Teams Office 365 Connector to Workflows Migration Prompt
Plan and execute migration off retiring Office 365 connectors (incoming-webhook connector cards) to Power Automate Workflows — inventory, payload translation, and zero-gap cutover.
- Target user
- Platform owners migrating legacy Teams connector webhooks before retirement
- Difficulty
- Intermediate
- Tools
- Claude, ChatGPT
The prompt
You are a senior platform engineer who has migrated sprawling Office 365 connector webhooks (the classic "Incoming Webhook" connector posting MessageCard JSON) onto Power Automate Workflows ahead of connector retirement — with no missed notifications. I will provide: - An inventory (or a way to discover it) of connector webhook URLs in use - Who/what posts to them (CI, monitoring, scripts, third-party SaaS) - The current payload format (legacy MessageCard vs adaptive card) - Constraints (which senders I can change vs cannot, change windows) Your job: 1. **Risk framing** — state the retirement reality plainly: legacy connector URLs stop working, and many senders post deprecated `MessageCard` JSON. Identify which of my integrations are most exposed. 2. **Discovery** — how to inventory existing connector webhooks across teams/channels (admin tooling, Graph, and asking owners), and tag each by sender, payload format, and who can update the URL. 3. **Target design** — stand up a Power Automate "When a Teams webhook request is received" Workflow per channel/use-case, producing the new HTTPS POST URL. Decide one-workflow-per-sender vs a shared router workflow that fans out by payload. 4. **Payload translation** — for senders that emit legacy MessageCard and that I CANNOT change, build a translation step inside the Workflow (or a thin proxy) that converts MessageCard → adaptive card so the message still renders well. Provide the mapping for common fields (sections, facts, potentialAction). 5. **Cutover plan** — dual-run where possible (point a copy of traffic at the new URL, compare), then swap URLs sender-by-sender with rollback. For senders you can't touch, front them with a proxy that accepts the old shape. 6. **Hardening** — secret the new URLs, add a shared-secret check, and add failure alerting so a broken Workflow is noticed. Output as: (a) an inventory template, (b) the Workflow definitions (or shared-router design), (c) the MessageCard → adaptive card mapping, (d) a per-sender cutover/rollback runbook, (e) a verification checklist confirming nothing went dark. Bias toward: dual-run before cutover, a proxy for unchangeable senders, and verifying delivery over assuming it.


DESCRIPTION OF THE TASK.
Across the lines of the records below, how many have the string "interactable" in them? Answer with the number alone.

--- EXERCISE DATA Enclosed Below ---

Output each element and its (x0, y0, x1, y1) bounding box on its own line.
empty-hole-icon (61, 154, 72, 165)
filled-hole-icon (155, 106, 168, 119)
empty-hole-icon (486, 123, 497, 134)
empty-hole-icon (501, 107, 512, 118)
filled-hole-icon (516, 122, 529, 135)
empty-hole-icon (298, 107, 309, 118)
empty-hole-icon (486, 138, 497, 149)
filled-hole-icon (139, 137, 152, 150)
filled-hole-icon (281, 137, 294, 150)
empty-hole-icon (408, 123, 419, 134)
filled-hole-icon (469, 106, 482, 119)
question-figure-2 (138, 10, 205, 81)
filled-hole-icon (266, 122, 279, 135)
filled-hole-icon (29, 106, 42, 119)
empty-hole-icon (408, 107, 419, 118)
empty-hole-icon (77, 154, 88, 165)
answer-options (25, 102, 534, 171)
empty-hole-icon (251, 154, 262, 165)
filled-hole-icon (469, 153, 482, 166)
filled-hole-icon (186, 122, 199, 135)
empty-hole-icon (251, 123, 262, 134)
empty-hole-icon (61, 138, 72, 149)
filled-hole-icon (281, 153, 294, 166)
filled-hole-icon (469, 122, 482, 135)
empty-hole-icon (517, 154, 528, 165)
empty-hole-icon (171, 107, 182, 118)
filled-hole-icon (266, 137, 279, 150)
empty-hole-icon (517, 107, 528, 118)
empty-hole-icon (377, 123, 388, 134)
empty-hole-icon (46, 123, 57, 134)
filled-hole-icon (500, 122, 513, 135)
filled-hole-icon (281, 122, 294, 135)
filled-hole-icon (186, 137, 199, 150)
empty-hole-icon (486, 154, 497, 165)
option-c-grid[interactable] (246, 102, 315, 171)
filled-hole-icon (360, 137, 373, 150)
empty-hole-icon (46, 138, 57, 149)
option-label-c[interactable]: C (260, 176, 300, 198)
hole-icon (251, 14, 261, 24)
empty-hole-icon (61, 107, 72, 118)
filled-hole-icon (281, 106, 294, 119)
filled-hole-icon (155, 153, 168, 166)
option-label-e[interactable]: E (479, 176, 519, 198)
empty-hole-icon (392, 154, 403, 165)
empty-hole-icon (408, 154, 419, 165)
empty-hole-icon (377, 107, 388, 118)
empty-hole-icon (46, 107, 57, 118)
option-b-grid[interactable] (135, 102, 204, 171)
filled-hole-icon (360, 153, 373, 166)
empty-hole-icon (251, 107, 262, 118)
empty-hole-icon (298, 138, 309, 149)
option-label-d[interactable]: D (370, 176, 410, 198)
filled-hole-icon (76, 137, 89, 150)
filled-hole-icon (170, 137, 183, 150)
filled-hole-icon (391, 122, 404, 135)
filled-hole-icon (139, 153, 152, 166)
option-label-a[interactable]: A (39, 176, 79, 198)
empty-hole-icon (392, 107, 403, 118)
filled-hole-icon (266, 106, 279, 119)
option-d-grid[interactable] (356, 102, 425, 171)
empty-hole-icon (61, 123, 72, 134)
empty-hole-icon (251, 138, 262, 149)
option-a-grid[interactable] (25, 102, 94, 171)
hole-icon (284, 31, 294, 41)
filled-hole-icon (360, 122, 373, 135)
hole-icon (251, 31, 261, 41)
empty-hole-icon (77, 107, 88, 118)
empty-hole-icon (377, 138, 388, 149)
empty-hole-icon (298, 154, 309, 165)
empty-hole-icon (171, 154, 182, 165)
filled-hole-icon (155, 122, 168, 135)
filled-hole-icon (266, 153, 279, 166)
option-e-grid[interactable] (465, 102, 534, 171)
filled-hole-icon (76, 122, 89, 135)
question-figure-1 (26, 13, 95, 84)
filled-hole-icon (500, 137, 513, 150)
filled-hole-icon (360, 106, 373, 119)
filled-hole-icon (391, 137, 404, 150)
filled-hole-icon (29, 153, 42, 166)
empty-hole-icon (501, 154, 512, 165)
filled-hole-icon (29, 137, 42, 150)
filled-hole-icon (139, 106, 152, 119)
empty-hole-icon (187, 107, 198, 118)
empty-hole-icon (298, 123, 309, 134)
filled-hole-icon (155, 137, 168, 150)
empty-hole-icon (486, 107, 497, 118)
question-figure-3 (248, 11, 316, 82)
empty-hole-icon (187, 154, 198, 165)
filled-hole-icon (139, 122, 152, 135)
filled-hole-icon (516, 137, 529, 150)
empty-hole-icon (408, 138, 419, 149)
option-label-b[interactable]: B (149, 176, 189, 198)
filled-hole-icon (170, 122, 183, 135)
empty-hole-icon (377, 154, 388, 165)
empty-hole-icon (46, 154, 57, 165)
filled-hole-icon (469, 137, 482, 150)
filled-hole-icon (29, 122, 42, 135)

--- End of Enclosed EXERCISE DATA ---

TASK OUTPUT.
10